Perhaps justice does remain a theme in this scene after all, but it’s the justice of representation: not “how does the world return to order after violence” but “how can we portray disorder and violence without committing violence ourselves?” If that is the question, the scene doesn’t answer it, but implicates us in it precisely by staging the very representation it critiques, by putting Davé’s real body through the same vigorous exercises that his character has to perform, and by having McKee’s real belt smack Davé’s actual bottom. It’s not a boring scene to watch, pace Nestruck; it isn’t ambivalent in the moment, though it may be in its implications. But that’s precisely the problem and, I take it, the point: the more enjoyable, the more captivating the scene is, the more we as an audience find ourselves on the side of the furies. Neither Apollo nor Athena may come in to restore order, but neither do we: we are part of the violence, not innocent observers.

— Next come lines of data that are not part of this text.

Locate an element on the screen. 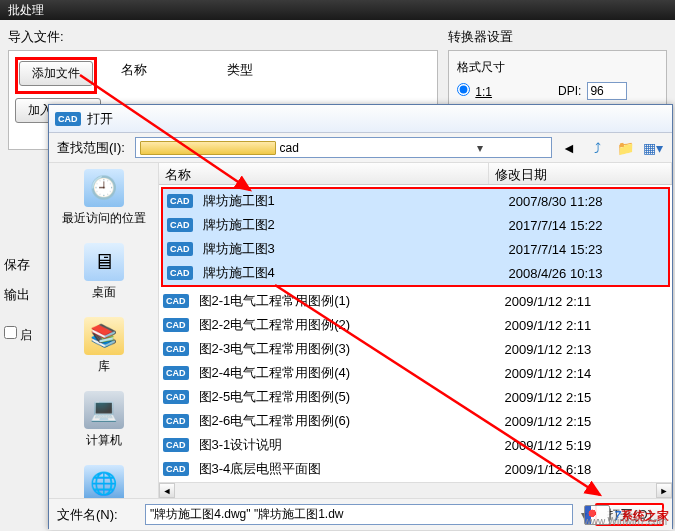  file-row: CAD图3-1设计说明2009/1/12 5:19 is located at coordinates (416, 445).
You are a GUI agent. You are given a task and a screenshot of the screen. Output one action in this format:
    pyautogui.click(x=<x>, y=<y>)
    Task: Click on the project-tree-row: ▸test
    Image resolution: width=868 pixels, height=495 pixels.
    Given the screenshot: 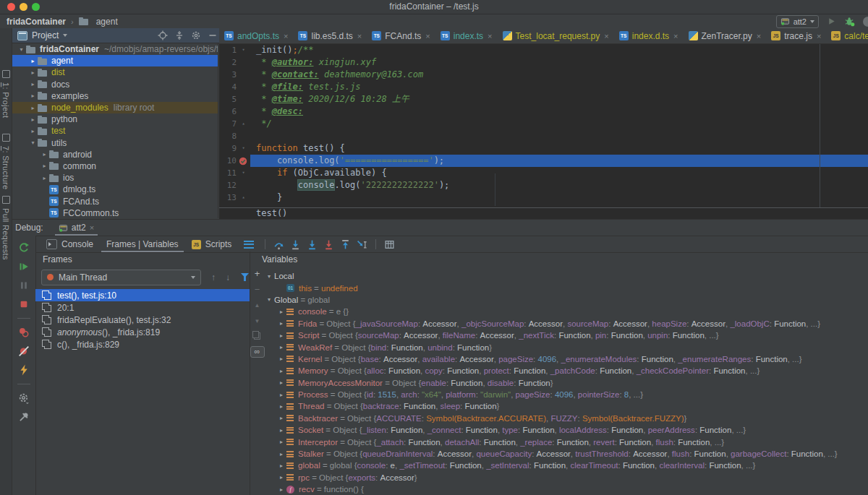 What is the action you would take?
    pyautogui.click(x=115, y=131)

I could go on, but this is quite long enough. Bloody Family is obviously an enormously thought-provoking show. It’s also a captivating piece of theatre. But it isn’t a profoundly coherent work — or if it has a unifying set of ideas at its core, I missed it. It’s made up out of a series of theatrical explorations: of ways in which theatre can respond to trauma, of the relationship between theatre and therapy, of the question if art can speak about violence without perpetrating its own kind of violence. It’s in some sort of complicated, not-quite-resolved dialogue with the Oresteia and related plays. I’m not convinced it’s in anywhere near as close a dialogue with the present, although both McKee’s program note and Franco Boni’s message mention Afghanistan and Canada’s involvement in various international conflicts. If that context played an active role in the creation of this piece, it’s been thoroughly sublimated: I don’t think Bloody Family really works as a reflection on the relationship between art or theatre and current real-world events. What it does do, on a more removed level, is reflect on the relationship between violence and trauma and the staging of violent and traumatic events. In other words, it operates on a level of abstraction or non-local specificity that might make it possible, for audience members other than me, to find a way back to current events and to use this show, if they so choose, to think about how one might represent or make sense of current events not unlike those of the ancient world in and through an art form that stands in as vexed and troubled a relationship to reality as the theatre does. I can’t say I felt like thinking about that question, nor did I think the show compelled me to do that — but it’s not a huge leap. In any case, whatever else it is, Bloody Family is in no sense theatre trying to negate its own power.

One Response to Bloody Family (Philip McKee et al. / Theatre Centre, Toronto, October 2014)

  1. Roger Beck says:

    If one watches “Bloody Family” as (subtitle) “A Director’s Tragedy”, then the pivotal moment (“peripeteia” to us old Aristotelians) is the Director’s physical assault on the Actor (whipping with belt evokes scourge of the Furies, but that’s another story). Much Fear leading up to this transgressive moment. Much pity as we realize, and are told in no uncertain terms by Actors as well as Director, that he’s lost his show. Emotions purged by exercise of same? Could be. Hate to say this, but it’s all Aristotle, all the way down. This element in Bloody Family at least.